Verity Johnson: Tweens' pole dancing doesn't make them strippers - you do

OPINION: Once a day the internet develops a throbbing boil of moral outrage. Today’s pustule is growing over an advertisement for Gym Pole, a pole fitness company, where tween girls twirl around a pole in their garden. 

Facebook has a problem with the ad because it’s supposedly sexualising children and they’re acting like strippers. 

Nope. These girls are not tween strippers. They are kids doing acrobatics on a pole in a garden. 

This is a classic example of “it’s not you, it’s me”. They’re not the ones with the problem here. We are. 

We think of pole dancing as inherently sexual. But it’s not just sexual any more.

In outdated mainstream culture, pole dance was inherently connected to the 1980s and 1990s when poles appeared in strip clubs. But it actually has its non-sexual roots in the form of male-dominated gymnastics sport Mallakhamba, which was popular in 13th century India and China. 

Malkhamb act in the Sewadal Rally at 45th Statelevel Nirankari Sant Samagam of Maharashtra.
Malkhamb act in the Sewadal Rally at 45th Statelevel Nirankari Sant Samagam of Maharashtra. Photo credit: Adarsh Upadhyay, Wikipedia

In the last decade, pole dancing has developed into a mainstream acrobatic sport. It’s run in brightly lit dance studios with brightly smiling women as a form of female friendly, feel good gym class that makes you really really fit. 

It’s just like belly dancing, which evolved from something that was once solely erotic into a sport so mainstream that under-12s now do it in droves. 

And it can do this because it’s not inherently sexual. It can be both a K Rd staple and a mainstream sport. It all depends on your context and your intent. Yeah, pole dancing for men in a strip club is sexual. You’re doing it to shitty ‘70s rock to sell sex to men and get lap dances. But in a dance studio you’re doing it for yourself, to test the limits of your flexibility and femininity. 

When I decided to jazz up my exercise routine with a couple of pole classes, I didn’t take to the pole thinking, “I’m gonna seduce the shit out of that bored receptionist playing Candy Crush.” I just thought it would give me abs. Admittedly it didn’t, but that’s because I quit after realising I had the upper body strength of a drunk T-rex.

So when there’s an advert showing tweens doing pole, it’s not making them into tween strippers. To those kids, they’re just doing acrobatics. We’re the ones projecting a sexual image onto them. And it’s our problem for seeing sex when it’s just not there.

Verity Johnson is a Newshub columnist.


» **REQUIREMENT**
Reproduce every entry exactly and leave its pictures out.

===== DATA SHOWN =====

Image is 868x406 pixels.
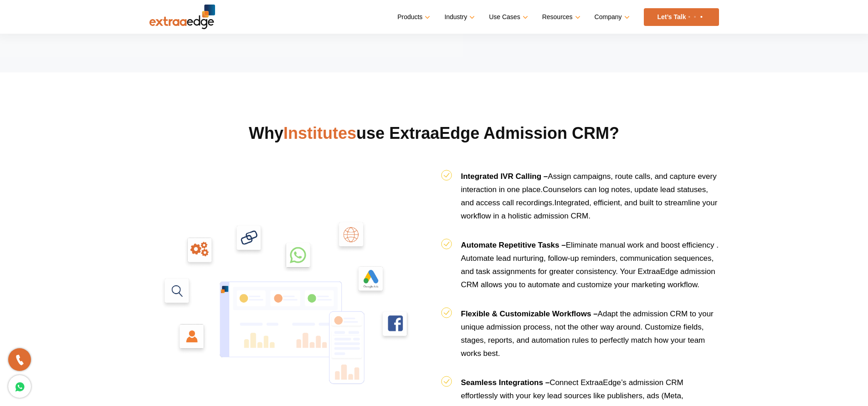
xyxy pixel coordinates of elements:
[595,10,628,24] a: Company
[489,10,526,24] a: Use Cases
[461,241,566,249] b: Automate Repetitive Tasks –
[461,310,598,318] b: Flexible & Customizable Workflows –
[150,122,719,167] h2: Why use ExtraaEdge Admission CRM?
[445,10,473,24] a: Industry
[461,172,548,181] b: Integrated IVR Calling –
[461,379,550,387] b: Seamless Integrations –
[461,172,717,194] span: Assign campaigns, route calls, and capture every interaction in one place.
[461,185,708,207] span: Counselors can log notes, update lead statuses, and access call recordings.
[644,8,719,26] a: Let’s Talk
[461,241,718,289] span: Eliminate manual work and boost efficiency . Automate lead nurturing, follow-up reminders, commun...
[543,10,579,24] a: Resources
[283,124,357,143] span: Institutes
[461,199,718,220] span: Integrated, efficient, and built to streamline your workflow in a holistic admission CRM.
[397,10,429,24] a: Products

=====

» **RESULT**
Image is 868x406 pixels.
xyxy pixel coordinates of elements:
[595,10,628,24] a: Company
[489,10,526,24] a: Use Cases
[461,241,566,249] b: Automate Repetitive Tasks –
[461,310,598,318] b: Flexible & Customizable Workflows –
[150,122,719,167] h2: Why use ExtraaEdge Admission CRM?
[445,10,473,24] a: Industry
[461,172,548,181] b: Integrated IVR Calling –
[461,379,550,387] b: Seamless Integrations –
[461,172,717,194] span: Assign campaigns, route calls, and capture every interaction in one place.
[461,185,708,207] span: Counselors can log notes, update lead statuses, and access call recordings.
[644,8,719,26] a: Let’s Talk
[461,241,718,289] span: Eliminate manual work and boost efficiency . Automate lead nurturing, follow-up reminders, commun...
[543,10,579,24] a: Resources
[283,124,357,143] span: Institutes
[461,199,718,220] span: Integrated, efficient, and built to streamline your workflow in a holistic admission CRM.
[397,10,429,24] a: Products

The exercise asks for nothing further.